January 18, 2026pubmed logopapers

Authors

Guan Z,Wang Y,Zhang S,Zhang Y,Wang L,Chen Y,Lu X

Affiliations (5)

  • Department of Orthopedics, The Second Affiliated Hospital of the Naval Medical University of the Chinese People's Liberation Army, Shanghai 200003, China.
  • Department of Orthopedics, The Second Affiliated Hospital of the Naval Medical University of the Chinese People's Liberation Army, Shanghai 200003, China; Department of Radiology, The 905th Hospital of the People's Liberation Army Navy, Shanghai 200052, China.
  • UCSI University, Kuala Lumpur 56000, Malaysia.
  • First People's Hospital of Lanzhou City, Lanzhou 730050, China.
  • Department of Orthopedics, The Second Affiliated Hospital of the Naval Medical University of the Chinese People's Liberation Army, Shanghai 200003, China.

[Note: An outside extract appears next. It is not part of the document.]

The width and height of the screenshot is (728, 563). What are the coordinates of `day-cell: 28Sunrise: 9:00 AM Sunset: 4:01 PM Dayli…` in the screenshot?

Electronic address: [email protected].

Abstract

Lumbar CT and MRI scans are helpful for osteoporosis (OP) screening. Deep learning enhances the efficiency and accuracy of musculoskeletal quantification for OP screening. To develop a deep learning-based model (UNet3D) for musculoskeletal quantification from lumbar CT and MRI in OP patients, and to explore musculoskeletal relationship. Retrospectively analyzing OP patients' lumbar CT, MRI and DXA scans between January 2018 and August 2025 from two center, and UNet3D was developed based on U-Net to simultaneously segment L1-S1 vertebrae on CT and paraspinal muscles/intermuscular spaces on MRI. Performance was compared against U-Net, U<sup>2</sup>-Net, Mask-RCNN using pixel accuracy (PA), mean pixel accuracy (mPA), mean intersection over union (mIoU). Following automated HU values calculation within cancellous bone volume of interests (VOIs), we correlated L1-L4 HU values with T-scores and analyzed their relationship with muscle/space volumes across L1-S1, computing corresponding weighting coefficients. The study analyzed 410 OP patients (65 ± 10 years; 240 women) with 76,700 axial CT and 6030 axial T2 slices, including training (266), validation (76), internal test (38) and external test (30) sets. On the internal test set, UNet3D's accuracy in CT (PA/mPA/mIoU, 0.984/0.849/0.760) and MRI (PA/mPA/mIoU, 0.973/0.849/0.724), outperformed U-Net/U<sup>2</sup>-Net/Mask R-CNN. On the external test set, UNet3D attained PA, mPA, and mIoU values of 0.971, 0.852, 0.741 in CT, and of 0.969, 0.834, 0.713 in MRI. HU values varied across vertebral VOIs, ranging from 80.33 HU (L2) to 195.14 HU (S1), and correlations existed between L1-L4 HU values and T-scores (r ≥ 0.85, P < 0.05). Volumetric measurements across L1-S1 identified the psoas major as the largest muscle (173,317.68 mm<sup>3</sup>) and the quadratus lumborum as the smallest (65,167.78 mm<sup>3</sup>); among spaces, the psoas-vertebral was largest (124,301.86 mm<sup>3</sup>) and the quadratus lumborum-iliocostalis was smallest (29,676.63 mm<sup>3</sup>). Vertebral HU values correlated positively with muscle volumes (ω > 0) and negatively with space volumes and fatty infiltration (ω < 0). UNet3D outperformed U-Net/U<sup>2</sup>-Net/Mask R-CNN on CT/MRI segmentation, enabling accurate musculoskeletal volume quantification in OP patients. Musculoskeletal correlations differed across spinal segments.